NEWBURG — The shuttered storefronts and weed-choked vacant lots make it clear that prosperity long ago passed this once-bustling railroad hub.
So when an engineering professor at nearby Missouri University of Science & Technology in Rolla offered his help — not to mention his students' bright ideas and free labor — in sprucing up the town, civic leaders couldn't say "yes" quick enough.
The city of Newburg, population 484, now owns the historic Houston family boarding house and 28 acres along the Little Piney River that officials have said they hope to turn into a soccer park and rail museum.
Project management lecturer Karl Burgher and his students have since lent their expertise to Salem, St. James, Steelville, Potosi and other cash-strapped Ozarks towns. In the fall, they will work with Dixon and Owensville.
"They needed economic development," said Burgher, who previously worked with the town as a hazardous waste consultant. "People needed help, and I had a bunch of really smart students."
Modern Newburg shows few signs of its halcyon years, when the St. Louis-San Francisco Railway ferried thousands of troops and lumber from surrounding forests to Fort Leonard Wood during World War II.
Civic leader Marvin Helms said he remembers when the town had five grocery stores and needed traffic officers to control gaggles of pedestrians. The population was more than three times its current size, he said.
"When the railroad about left, everything died," Helms said. That was in the early 1960s.
The retired Air Force officer calls Burgher "the best thing to ever happen to Newburg." Helms and other town leaders have said they now hope they can tap into federal stimulus money or other grants to turn some of the students' ideas into reality.
In St. James, the students devised plans to renovate a community hall and the municipal swimming pool. Mayor Dennis Wilson lauded their youthful energy, which he said didn't seem deterred by the funding woes that local politicians confront.
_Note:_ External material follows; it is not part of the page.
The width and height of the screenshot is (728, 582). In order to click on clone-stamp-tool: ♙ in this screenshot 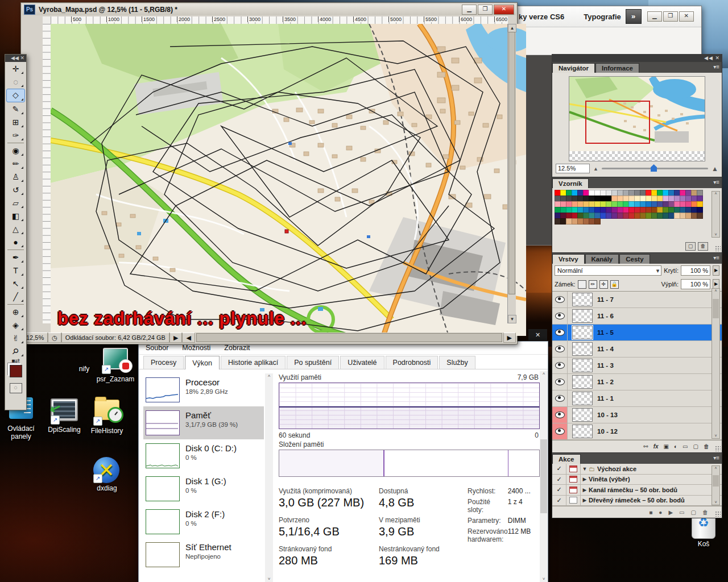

"We will utilize the work those kids did," he said. "It was tremendously helpful. But they haven't dealt with the realities of how do we find money to pay for (these projects)."
Graduate student Michael Orlando of suburban St. Louis worked with Rolla city officials to help enhance the college town's downtown district with more sidewalks to make it friendlier to pedestrians. He attended city planning meetings and neighborhood events and quickly realized textbook lessons don't always translate into bottom-line results in the real world.
"Sometimes it works; sometimes it doesn't," Orlando said. "Everyone that I knew was extremely excited to have us. It spread around the city."
Burgher cautions the communities he works with to not become too dependent on the college students. Once they leave, it's up to the town folk to forge ahead with their own plans.
In Newburg, Helms and other members of a community revitalization group held a "mud run," in which trucks and other vehicles race in the mud, to raise money for the rail museum and park projects. They said they realize that Burgher and his students only planted a seed.
"If the community doesn't take ownership, then you're just spinning your wheels," Helms said. "The rest is up to us."